First up is a sound not heard anywhere else in the world – this is a field recording of the geothermal fumarole pools in Furnas in the Azores. These bubbling pools are naturally geothermal, and are used to cook the cozidos stew, which is submerged in pots each morning by local restaurants, cooks through the heat of the Earth and is retrieved by ropes at the end of the day.

It’s a dish – and a cooking method – unique to this part of the world, and as such it’s also a unique and special recording.

2. Thundering waterfalls

Sao Miguel is a wild and nature-filled island with forests, lakes, hills and plenty of places to hike and discover nature. One standout feature is the number of waterfalls on the Azorean island.

Here, on a walk in the forests outside the town of Furnas, we pay a visit to the hidden Salto do Rosal waterfall, from where this recording was made.

Deep in the Azorean forest, we also trekked to the Salto do Prego waterfall to take some recordings of this hidden gem on the island. Recording just above the fall rather than beneath it meant that the resultant field recording was richer and more tonally satisfying.

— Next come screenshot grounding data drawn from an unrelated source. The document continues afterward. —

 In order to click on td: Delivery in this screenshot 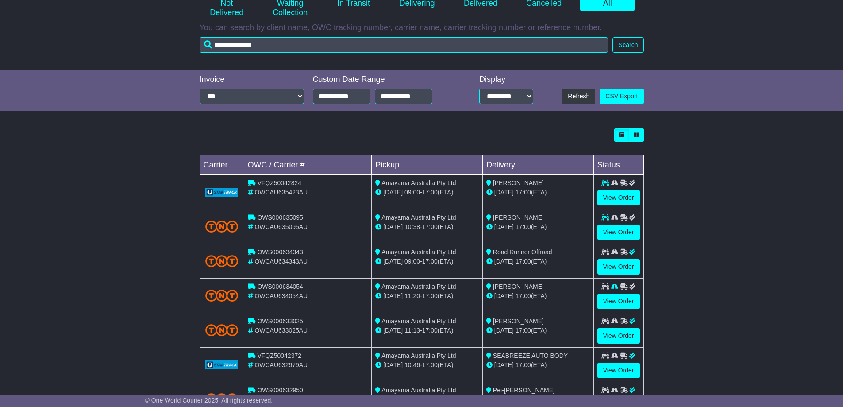, I will do `click(538, 165)`.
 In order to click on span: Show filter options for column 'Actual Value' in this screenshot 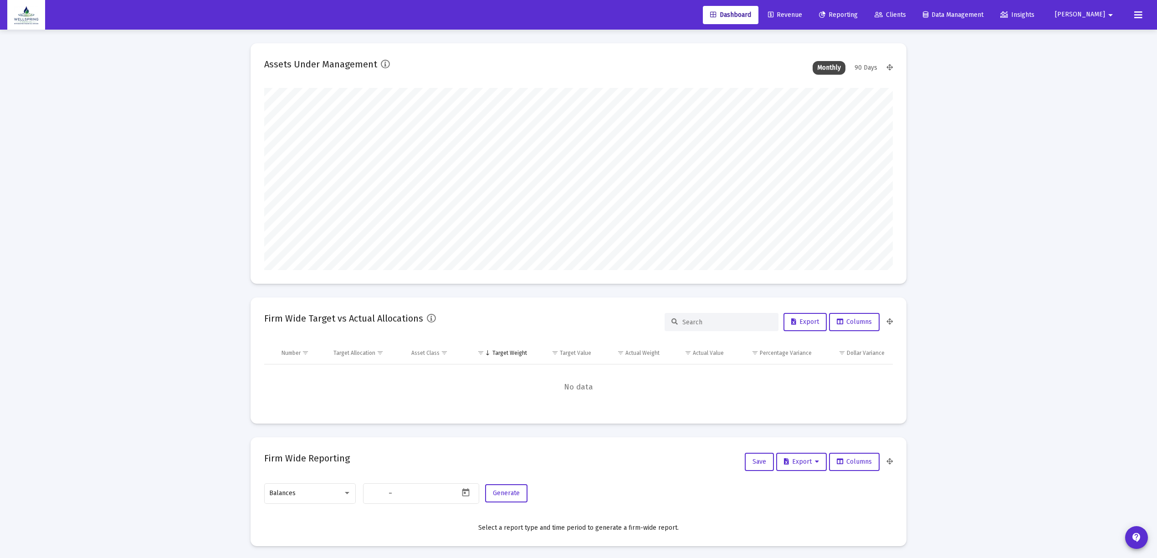, I will do `click(688, 353)`.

3. Europe’s only tea plantation

Next up, we pay a visit to the Cha Gorreana tea factory, which was the oldest tea plantation in Europe, having been on the island since 1883 – and now it is also the only tea plantation on the continent.

The factory still uses traditional methods to process the tea, and in this recording we hear freshly-picked tea leaves from the plantation being poured into a rotating drum, a mixing machine that prepares the leaves for the next stage in a process conducted entirely by hand.

4. Tuning in to the ocean

As an island in the Atlantic, the sounds of the roaring ocean are part of daily life, and different weather conditions and different locations mean that there’s a huge variety of ocean sounds to be heard – and to be recorded. The island is also famous for its trips to spot whales and dolphins, with small rib boats and larger viewing boats heading out from all across the island throughout the day.

Here are a couple of great examples of Sao Miguel’s ocean sounds.

If you go directly south from Caloura, there’s a reasonable chance you wouldn’t hit land until Antarctica. Staring out from the jetty at the end of the harbour in Caloura, looking at the horizon, the sense of the infinite becomes overwhelming, even more than when making a “usual” wave recording looking out at the sea. We refocus, listen more closely and tune into the wheeling birds that occasionally circle overhead, anchoring ourselves back to dry land.

The Atlantic Ocean also crashes onto rocks on the western coast, with a huge unbroken stretch of ocean yawning out to the west for thousands of miles. Here the waves crash with great power and drama onto the rocks, as captured in this recording.

5. The lakes

Sao Miguel is also famous for its picturesque lakes, which are an unmissable highlight of the Azores. In this recording, gulls divebomb us from above as we accidentally walk too close to their nesting area along the stony beach of Lagoa do Fogo. You can also hear gentle waves and a light breeze on this fine day.

6. The sounds of nature

Sao Miguel boasts no large cities, with most urban settlements being relatively small villages, and the island is covered in lush pastures, farmland, forest and grass. As such, the sounds of nature are strongly present everywhere in various forms, as the following recordings demonstrate.

First of all, at midnight by a rural pond, dozens of frogs croak their nightly chorus uninterrupted, as a recording device is placed among them and left. All around the pond, voice rise rhythmically and in unison, creating a midnight chorus of frog calls.

At the Casa da Palha farm, we listen on a clear, bright morning to the sounds of cows, donkeys and various birds feeding in the field next to us.

Finally, at a crossroads in the forest near the Salto do Prego waterfall, we stop for lunch among a few proud roosters, a selection of hens and some chicks.

The hens and chicks are feeding close to the microphone of our recorder, while the cockerels crow and jostle for supremacy around us.